I'm going to skip some of your questions as, although I believe I can answer them, I suspect there will be more questions following my answers. Then more questions, then more answers. And so on. If you really want to know, you should go to the source, and that source is the work of Gell-Mann, Griffiths, Hartle and Omnes.
I will not even pretend that I understand what you are saying here. Coarse-grained? Fine-grained?
That's the decoherent histories of Gell-Mann and Hartle which is closely related to the consistent histories of Griffiths and Omnes. As detailed a description as possible (a "fine-grained" description) in quantum mechanics doesn't usually allow for the assignment of probabilities but if we ignore the details, times, etc. that are irrelevant (a "coarse-grained" description), quantum mechanics can give the usual probabilities.
Gell-Mann gives a nice little introduction to the idea in his popular science book,
The Quark and the Jaguar. Coarse-graining is just an explanation of what we do to extract useful probabilities from the fundamental physics.
Then what's the problem? If the whole purpose of this is to "pacify" and make QM palatable for human consumption, then this is more appropriate to be in the Philosophy section. Physics has no such demands.
The problem here is that with the EPR paradox, people are thinking the argument is over locality -- when it's actually about realism -- and this makes them think quantum mechanics and special relativity are arguing with each other and that we have faster-than-light effects when we don't.
It's important that people know there is nothing "wrong" with special relativity and there's nothing "wrong" about quantum mechanics, there's just some concepts in quantum mechanics that are not classical and are difficult and abstract to the human mind. It's either this or let people believe in physical effects and theoretical problems which don't exist.
What "incompatible descriptions"? You just said that QM isn't wrong. In physics, if I have incompatible descriptions of anything, that theory is suspect. Wave and particle descriptions are incompatible descrptions in classical mechanics of the same entity. That's why classical mechanics is suspect when we get into a scale where an entity can exhibit such properties. QM, instead, has NO such distinction, and has only ONE description of BOTH classical wave and particle behavior.
Again, even after reading your "A" and "B" scenario, where are these "incompatible descriptions"?
This central idea of "incompatible frameworks" is very difficult and even specialists in interpretation often misunderstand it. Both Gell-Mann and Griffiths have lamented this. Gell-Mann has even accused them of deliberate misunderstanding. I myself even know one person who is convinced Gell-Mann doesn't understand EPR and is talking nonsense.
It's strange, then, that when Gell-Mann and Hartle described their work at a lecture at Caltech, Richard Feynman stood up and said he "agreed with every word" they said. Then again, that's perhaps no surprise as the decoherent histories approach I'm referring to has some of its basis in on-off discussions over decades between Feynman and Gell-Mann. But I guess this person I know who says it's all nonsense must be far smarter than Feynman, Gell-Mann and Hartle, eh?
I certainly hope you are more open-minded than he was, and not for my sake either.
It's conceptually tough. If it was easy then it wouldn't have taken so long to sort out quantum mechanics and need the insight of people like Gell-Mann and Feynman to do it.
Anyhow, on the issue of incompatibility, Griffiths has a paper called "Choice of Consistent Family, and Quantum Incompatibility" that may help:
http://xxx.lanl.gov/abs/quant-ph/9708028
Of course, if you are not interested then fair enough. I'm not keen to continue this discussion as I'm not gaining anything from it, I just thought people might be interested.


▶ DESCRIPTION OF THE TASK
Write down each entry again, exactly as it reads.

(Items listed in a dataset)

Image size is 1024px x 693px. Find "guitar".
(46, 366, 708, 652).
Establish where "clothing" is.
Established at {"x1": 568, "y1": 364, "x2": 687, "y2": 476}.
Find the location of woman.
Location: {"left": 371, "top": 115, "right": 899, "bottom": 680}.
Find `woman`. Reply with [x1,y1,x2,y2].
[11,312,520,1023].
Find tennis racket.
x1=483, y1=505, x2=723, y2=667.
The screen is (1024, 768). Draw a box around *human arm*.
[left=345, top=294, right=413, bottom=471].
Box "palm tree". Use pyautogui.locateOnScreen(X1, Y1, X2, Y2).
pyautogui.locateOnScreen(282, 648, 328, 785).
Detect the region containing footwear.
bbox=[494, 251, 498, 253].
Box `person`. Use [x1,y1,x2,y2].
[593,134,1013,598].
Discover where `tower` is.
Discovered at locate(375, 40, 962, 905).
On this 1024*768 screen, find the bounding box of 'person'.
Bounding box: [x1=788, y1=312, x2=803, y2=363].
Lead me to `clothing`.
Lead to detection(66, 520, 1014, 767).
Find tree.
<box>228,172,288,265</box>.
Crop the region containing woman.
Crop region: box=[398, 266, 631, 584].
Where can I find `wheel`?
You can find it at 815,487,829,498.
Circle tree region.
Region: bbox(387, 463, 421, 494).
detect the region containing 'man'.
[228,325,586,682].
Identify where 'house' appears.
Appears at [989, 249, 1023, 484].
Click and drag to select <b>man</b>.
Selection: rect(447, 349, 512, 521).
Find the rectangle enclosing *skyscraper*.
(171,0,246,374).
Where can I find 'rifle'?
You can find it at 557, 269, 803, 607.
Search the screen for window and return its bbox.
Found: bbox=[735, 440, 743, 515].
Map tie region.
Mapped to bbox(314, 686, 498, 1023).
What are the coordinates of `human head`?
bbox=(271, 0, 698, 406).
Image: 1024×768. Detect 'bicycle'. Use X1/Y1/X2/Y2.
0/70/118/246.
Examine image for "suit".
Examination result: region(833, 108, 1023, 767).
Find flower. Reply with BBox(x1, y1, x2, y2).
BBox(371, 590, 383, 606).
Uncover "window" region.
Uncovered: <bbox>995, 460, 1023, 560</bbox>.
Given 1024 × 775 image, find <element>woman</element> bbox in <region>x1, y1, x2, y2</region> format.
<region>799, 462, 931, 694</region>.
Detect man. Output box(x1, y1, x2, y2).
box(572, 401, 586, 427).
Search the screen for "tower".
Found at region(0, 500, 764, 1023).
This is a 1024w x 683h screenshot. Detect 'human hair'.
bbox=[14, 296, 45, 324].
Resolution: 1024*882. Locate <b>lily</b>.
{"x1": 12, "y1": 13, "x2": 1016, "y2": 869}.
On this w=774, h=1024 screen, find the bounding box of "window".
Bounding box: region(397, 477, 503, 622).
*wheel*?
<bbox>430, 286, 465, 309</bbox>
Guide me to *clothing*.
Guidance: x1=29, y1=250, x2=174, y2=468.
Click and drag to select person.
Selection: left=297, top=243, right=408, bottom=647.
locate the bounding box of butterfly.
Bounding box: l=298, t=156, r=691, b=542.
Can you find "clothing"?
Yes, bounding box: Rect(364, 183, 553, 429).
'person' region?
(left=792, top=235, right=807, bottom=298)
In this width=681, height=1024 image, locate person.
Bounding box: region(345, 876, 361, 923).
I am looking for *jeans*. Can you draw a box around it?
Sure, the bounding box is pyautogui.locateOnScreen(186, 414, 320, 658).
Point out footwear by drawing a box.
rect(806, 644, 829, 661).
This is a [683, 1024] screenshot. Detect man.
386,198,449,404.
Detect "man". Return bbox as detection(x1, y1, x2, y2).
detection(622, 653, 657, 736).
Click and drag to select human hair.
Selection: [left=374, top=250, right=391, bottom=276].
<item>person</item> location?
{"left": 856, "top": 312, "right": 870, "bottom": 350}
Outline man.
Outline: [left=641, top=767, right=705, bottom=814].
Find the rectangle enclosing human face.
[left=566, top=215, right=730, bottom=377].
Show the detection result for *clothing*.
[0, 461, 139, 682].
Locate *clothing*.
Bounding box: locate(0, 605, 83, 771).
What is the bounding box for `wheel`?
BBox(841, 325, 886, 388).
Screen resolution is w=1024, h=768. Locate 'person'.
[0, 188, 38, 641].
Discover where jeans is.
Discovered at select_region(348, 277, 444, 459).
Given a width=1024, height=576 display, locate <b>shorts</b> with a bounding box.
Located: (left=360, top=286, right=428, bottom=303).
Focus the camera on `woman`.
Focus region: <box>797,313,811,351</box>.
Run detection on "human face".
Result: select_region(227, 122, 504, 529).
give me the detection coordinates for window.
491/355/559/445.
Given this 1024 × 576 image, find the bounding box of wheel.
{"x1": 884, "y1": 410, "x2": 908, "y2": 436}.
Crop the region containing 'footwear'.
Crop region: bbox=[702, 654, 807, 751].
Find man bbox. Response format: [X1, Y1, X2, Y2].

▶ OUTPUT OF THE EXERCISE
Image size is 1024px x 693px. Find "guitar".
(46, 366, 708, 652).
Establish where "clothing" is.
Established at {"x1": 568, "y1": 364, "x2": 687, "y2": 476}.
Find the location of woman.
Location: {"left": 371, "top": 115, "right": 899, "bottom": 680}.
Find `woman`. Reply with [x1,y1,x2,y2].
[11,312,520,1023].
Find tennis racket.
x1=483, y1=505, x2=723, y2=667.
The screen is (1024, 768). Draw a box around *human arm*.
[left=345, top=294, right=413, bottom=471].
Box "palm tree". Use pyautogui.locateOnScreen(X1, Y1, X2, Y2).
pyautogui.locateOnScreen(282, 648, 328, 785).
Detect the region containing footwear.
bbox=[494, 251, 498, 253].
Box `person`. Use [x1,y1,x2,y2].
[593,134,1013,598].
Discover where `tower` is.
Discovered at locate(375, 40, 962, 905).
On this 1024*768 screen, find the bounding box of 'person'.
Bounding box: [x1=788, y1=312, x2=803, y2=363].
Lead me to `clothing`.
Lead to detection(66, 520, 1014, 767).
Find tree.
<box>228,172,288,265</box>.
Crop the region containing woman.
Crop region: box=[398, 266, 631, 584].
Where can I find `wheel`?
You can find it at 815,487,829,498.
Circle tree region.
Region: bbox(387, 463, 421, 494).
detect the region containing 'man'.
[228,325,586,682].
Identify where 'house' appears.
Appears at [989, 249, 1023, 484].
Click and drag to select <b>man</b>.
Selection: rect(447, 349, 512, 521).
Find the rectangle enclosing *skyscraper*.
(171,0,246,374).
Where can I find 'rifle'?
You can find it at 557, 269, 803, 607.
Search the screen for window and return its bbox.
Found: bbox=[735, 440, 743, 515].
Map tie region.
Mapped to bbox(314, 686, 498, 1023).
What are the coordinates of `human head`?
bbox=(271, 0, 698, 406).
Image: 1024×768. Detect 'bicycle'. Use X1/Y1/X2/Y2.
0/70/118/246.
Examine image for "suit".
Examination result: region(833, 108, 1023, 767).
Find flower. Reply with BBox(x1, y1, x2, y2).
BBox(371, 590, 383, 606).
Uncover "window" region.
Uncovered: <bbox>995, 460, 1023, 560</bbox>.
Given 1024 × 775 image, find <element>woman</element> bbox in <region>x1, y1, x2, y2</region> format.
<region>799, 462, 931, 694</region>.
Detect man. Output box(x1, y1, x2, y2).
box(572, 401, 586, 427).
Search the screen for "tower".
Found at region(0, 500, 764, 1023).
This is a 1024w x 683h screenshot. Detect 'human hair'.
bbox=[14, 296, 45, 324].
Resolution: 1024*882. Locate <b>lily</b>.
{"x1": 12, "y1": 13, "x2": 1016, "y2": 869}.
On this w=774, h=1024 screen, find the bounding box of "window".
Bounding box: region(397, 477, 503, 622).
*wheel*?
<bbox>430, 286, 465, 309</bbox>
Guide me to *clothing*.
Guidance: x1=29, y1=250, x2=174, y2=468.
Click and drag to select person.
Selection: left=297, top=243, right=408, bottom=647.
locate the bounding box of butterfly.
Bounding box: l=298, t=156, r=691, b=542.
Can you find "clothing"?
Yes, bounding box: Rect(364, 183, 553, 429).
'person' region?
(left=792, top=235, right=807, bottom=298)
In this width=681, height=1024 image, locate person.
Bounding box: region(345, 876, 361, 923).
I am looking for *jeans*. Can you draw a box around it?
Sure, the bounding box is pyautogui.locateOnScreen(186, 414, 320, 658).
Point out footwear by drawing a box.
rect(806, 644, 829, 661).
This is a [683, 1024] screenshot. Detect man.
386,198,449,404.
Detect "man". Return bbox as detection(x1, y1, x2, y2).
detection(622, 653, 657, 736).
Click and drag to select human hair.
Selection: [left=374, top=250, right=391, bottom=276].
<item>person</item> location?
{"left": 856, "top": 312, "right": 870, "bottom": 350}
Outline man.
Outline: [left=641, top=767, right=705, bottom=814].
Find the rectangle enclosing human face.
[left=566, top=215, right=730, bottom=377].
Show the detection result for *clothing*.
[0, 461, 139, 682].
Locate *clothing*.
Bounding box: locate(0, 605, 83, 771).
What is the bounding box for `wheel`?
BBox(841, 325, 886, 388).
Screen resolution is w=1024, h=768. Locate 'person'.
[0, 188, 38, 641].
Discover where jeans is.
Discovered at select_region(348, 277, 444, 459).
Given a width=1024, height=576 display, locate <b>shorts</b> with a bounding box.
Located: (left=360, top=286, right=428, bottom=303).
Focus the camera on `woman`.
Focus region: <box>797,313,811,351</box>.
Run detection on "human face".
Result: select_region(227, 122, 504, 529).
give me the detection coordinates for window.
491/355/559/445.
Given this 1024 × 576 image, find the bounding box of wheel.
{"x1": 884, "y1": 410, "x2": 908, "y2": 436}.
Crop the region containing 'footwear'.
Crop region: bbox=[702, 654, 807, 751].
Find man bbox. Response format: [X1, Y1, X2, Y2].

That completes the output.